Tricia's smile was sad as she shook her head. "No. Because I believe it is a divine plan that I am in Taylor's life the way I am. And I also know beyond a shadow of doubt that he loves me. Deeply." She patted Cameron's hand again. "And I love him back the same way. Some day all secrets will be revealed."

"Does Taylor know something about the Book of Days he's not saying?"

"If I were in Las Vegas with millions to burn—which I don't have—and I were a betting woman—which I'm not—I would have to put my money on the answer being yes."

"What does he know?"

"I haven't a clue." She shook her head.

Cameron hadn't planned on interviewing Tricia about the Book of Days. He assumed Taylor would block any attempt, so he'd put little hope in the idea. But now that he was here, and she answered every question so openly, he'd begun to think he would get an insight or a clue or at least an indication about the true depth of Taylor's knowledge of the book. Now that it was apparent Cameron would get nothing, frustration swirled around him.

But Tricia could help with another mystery tied to the book.

"Can you tell me about Jason and Taylor? Taylor says Jason's been trying to one-up him since high school."

"Since their junior year." Tricia sighed. "But before that they were best friends. All through grade school and junior high, and through the first two years of high school. The best of pals."

"You've got to be kidding." Cameron snorted out a laugh.

Tricia arched an eyebrow. "That amuses you?"

"These days they'd be the last pair cast in a buddy movie." Cameron took out his notepad and scribbled in it. "There must have been a radical turn somewhere along the road."

"Yes." Tricia sighed again. "Over a woman. They both loved the same one." She reached down and pulled two straggling weeds poking up out of a crack in the circle of stones on which the bench sat.

"Annie."

Tricia nodded. "Taylor won her heart over Jason. Up till then, it had been okay that Taylor was the better athlete and more popular, better at school . . . But after Jason's heart was broken, Taylor became the villain, and no matter how hard he tried, Jason wouldn't let go of his bitterness. He was drafted after high school and went to Vietnam. Taylor hoped he'd be different when he came back but he was worse.

"Taylor married Annie right after college, hoping Jason would be his best man, a way to mend the wound, a way to put the pain behind them and move on, but Jason refused.

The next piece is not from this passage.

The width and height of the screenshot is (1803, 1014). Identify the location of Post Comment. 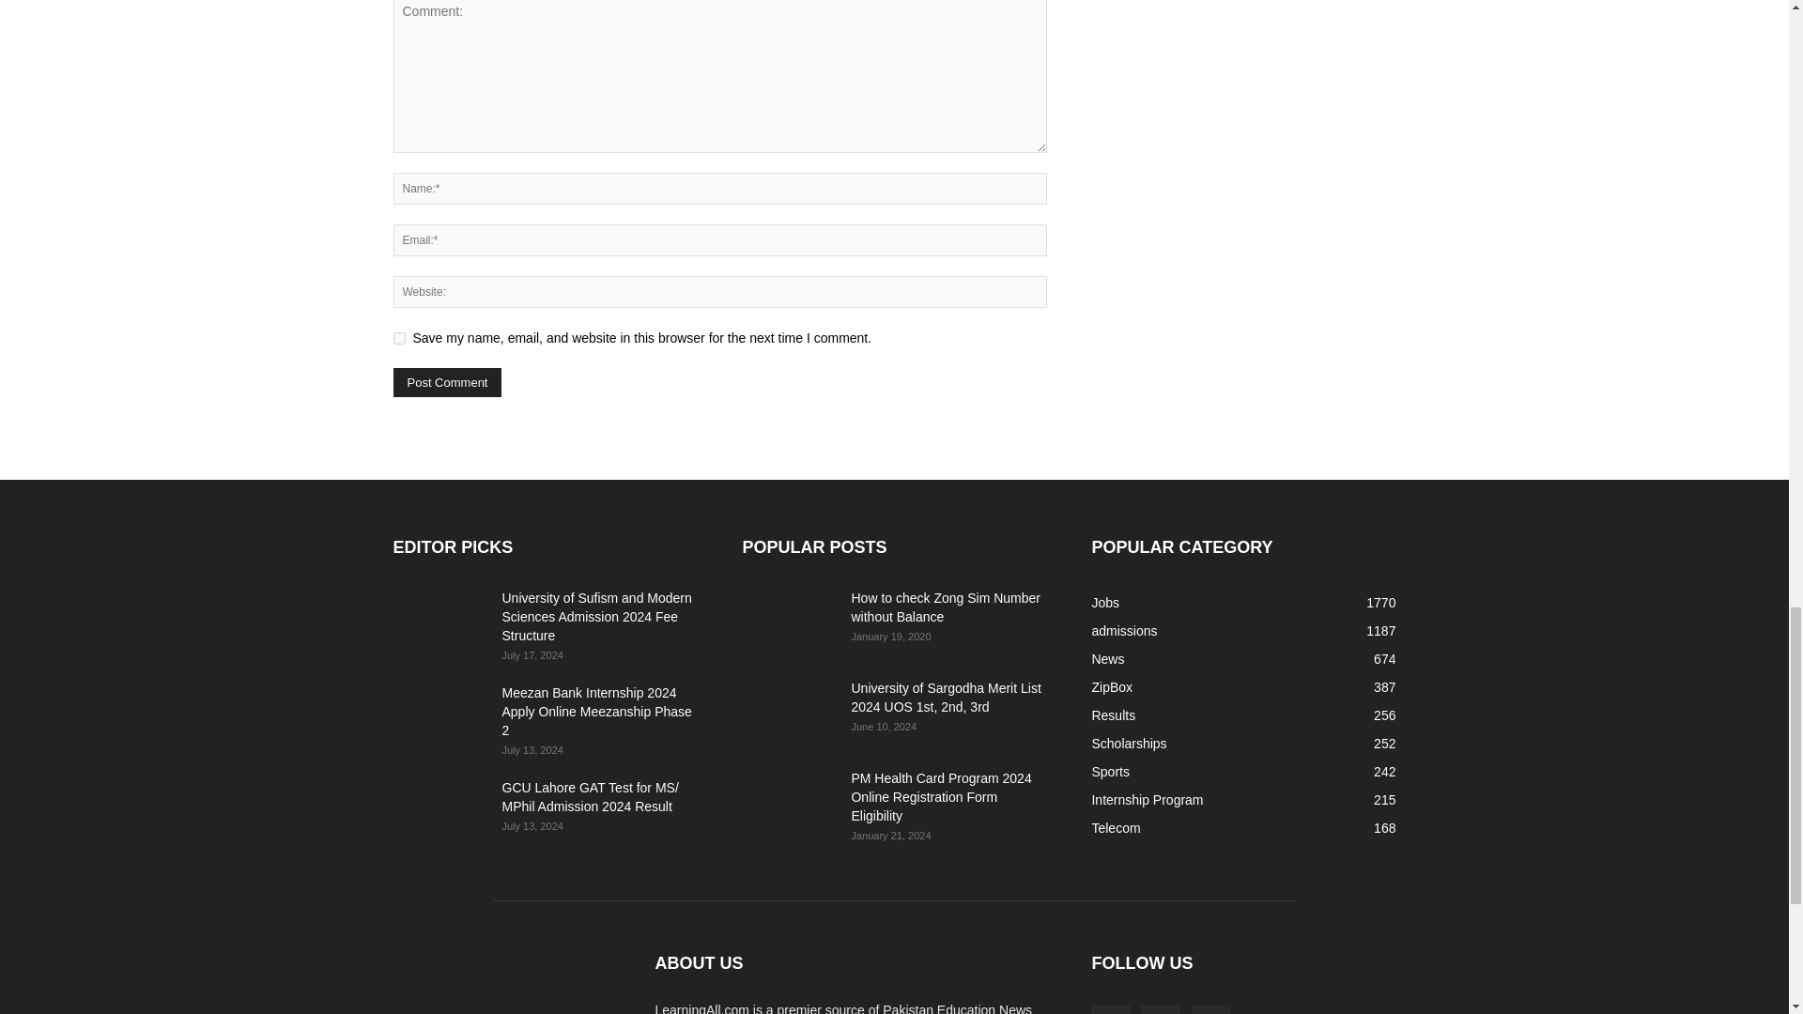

"Two years later she died, and Jason blamed Taylor for her death. He tried to prove it in all sorts of ways, but of course it was simply a horrible accident. A month or so later, Jason vanished. Nobody heard a whisper about him till twelve years ago when he moved back fully immersed in the New Age movement and determined to see the future and create a new world. He's been looking for ways to humiliate Taylor from the moment he returned. He hasn't succeeded, but it's made Taylor bitter toward Jason."

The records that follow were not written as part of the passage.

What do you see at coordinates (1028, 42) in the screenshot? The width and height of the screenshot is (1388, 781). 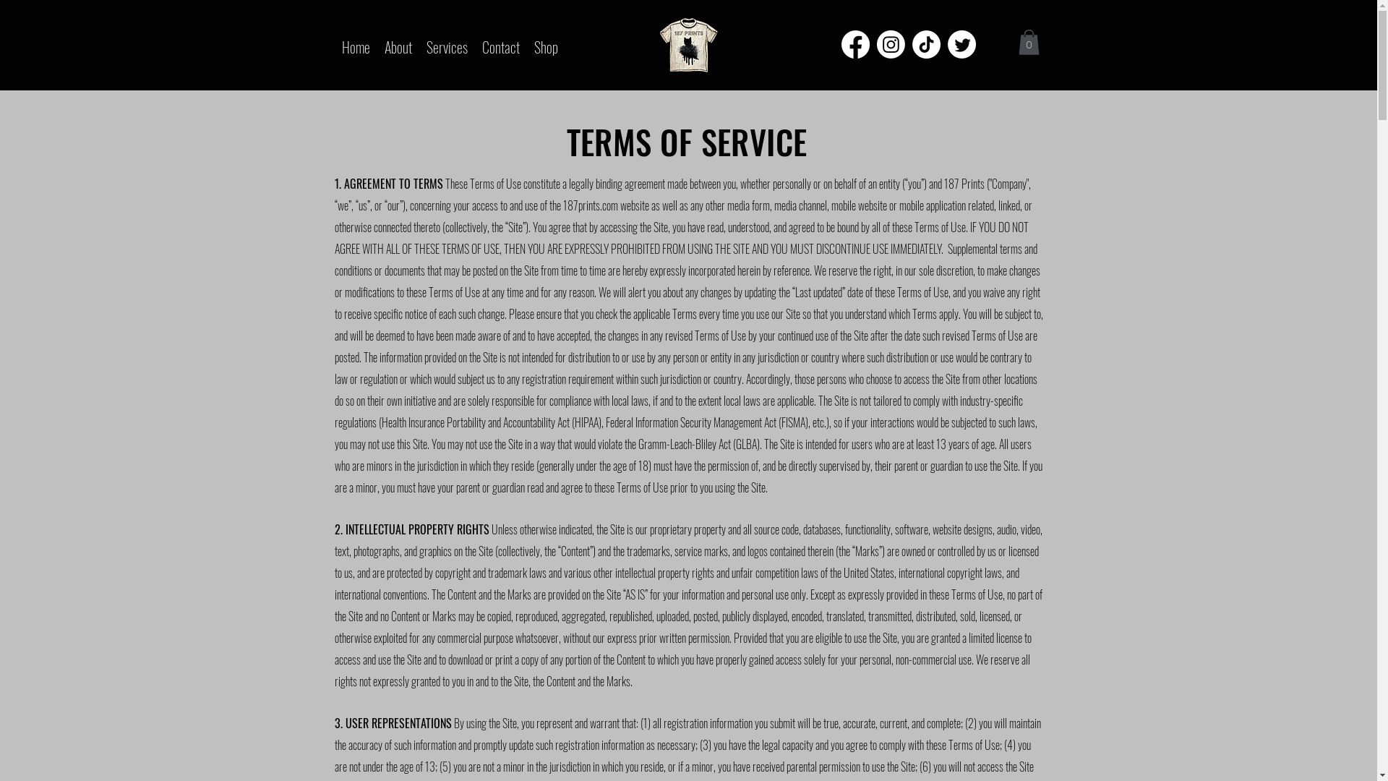 I see `0` at bounding box center [1028, 42].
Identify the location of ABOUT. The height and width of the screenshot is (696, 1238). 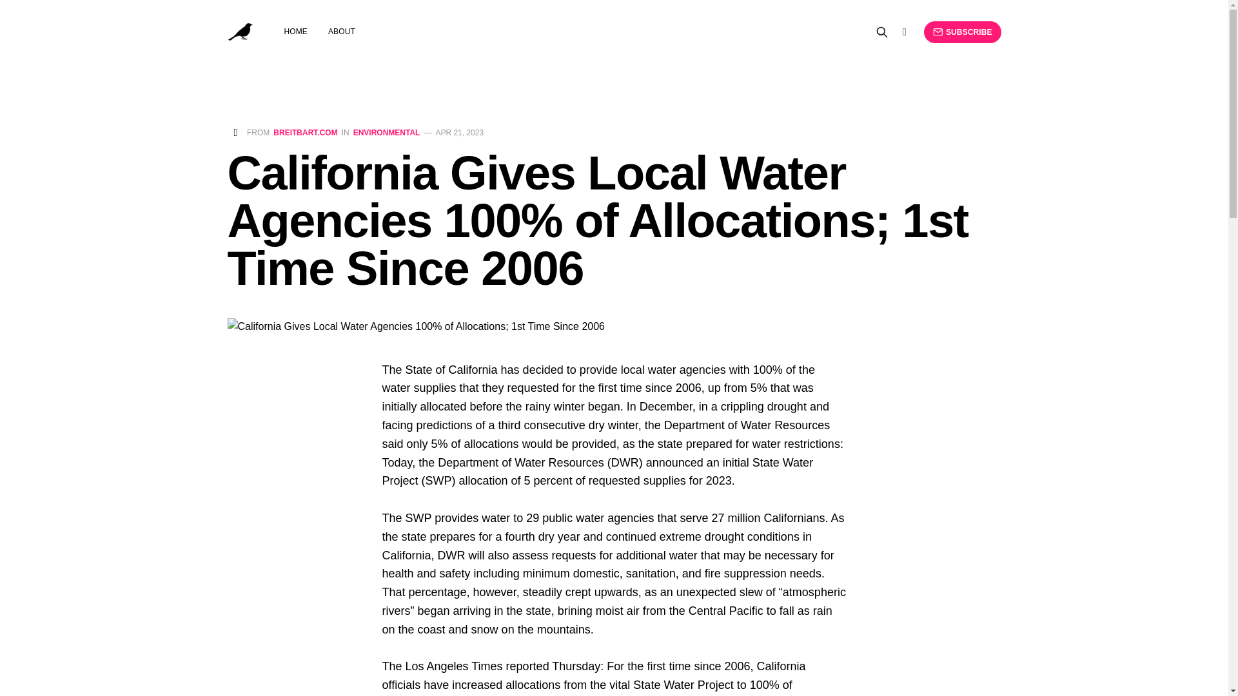
(342, 32).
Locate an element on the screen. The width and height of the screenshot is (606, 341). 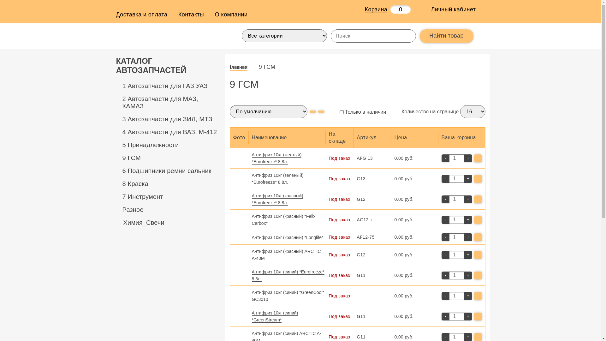
+ is located at coordinates (468, 255).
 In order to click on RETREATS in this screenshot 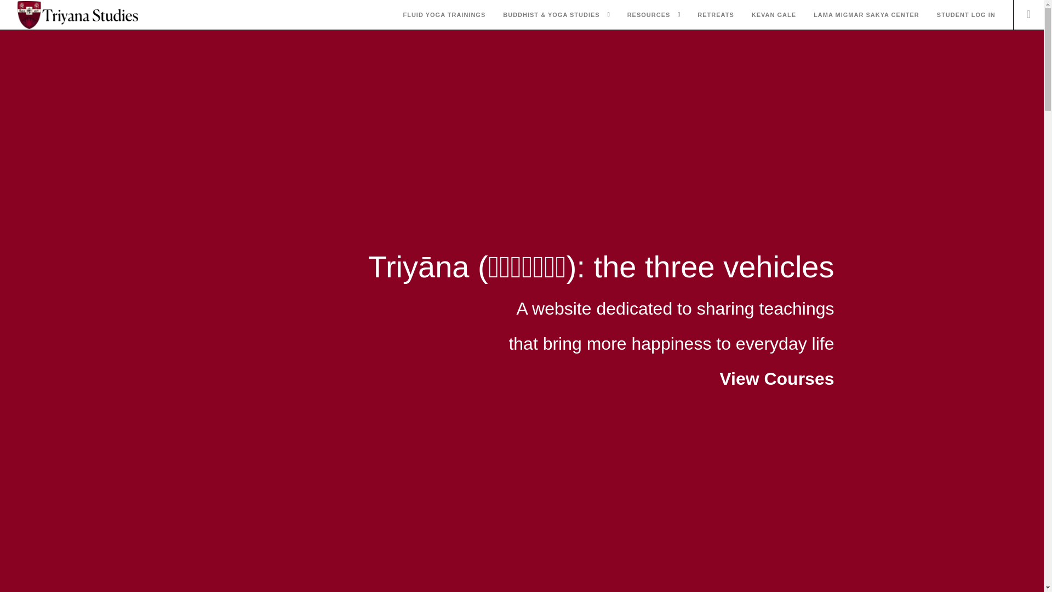, I will do `click(715, 15)`.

"I can't say I blame him for that."

"Unforgiveness is like taking a daily poison tablet, expecting it to hurt the other person."

"Jessie used to say something like that." Cameron thought of Ann. Hadn't he just talked to her about forgiveness? "You're saying he needs to forgive him."

"He must. He has to."

"Do you think Jason can ever forgive Taylor?"

Tricia looked up at Cameron with storm clouds in her eyes. "I'm not talking about Jason. I'm talking about Taylor."

Cameron bent down and pulled up a few strands of grass. "Tell me about Taylor's wife, Annie. Who was she? How did she die?"

"I should let Taylor tell you that part of the story." Tricia stood and brushed the dirt off her knees. "Not that he'll tell the tale easily."

"Did her death have anything to do with—?"

"Don't you think we've talked enough for one day? I do."

No, he didn't. He wouldn't feel that way till he stood in front of the Book of Days reading its pages. But he followed her lead, thanked her for the time, and walked to his car.

Onions, Cameron thought as he drove toward Arnold Peasley's house. Ogres might be like onions, but people were too—always another layer underneath the last one.

Taylor was turning out to have more layers than most.

He had to find a way to peel back every one of them.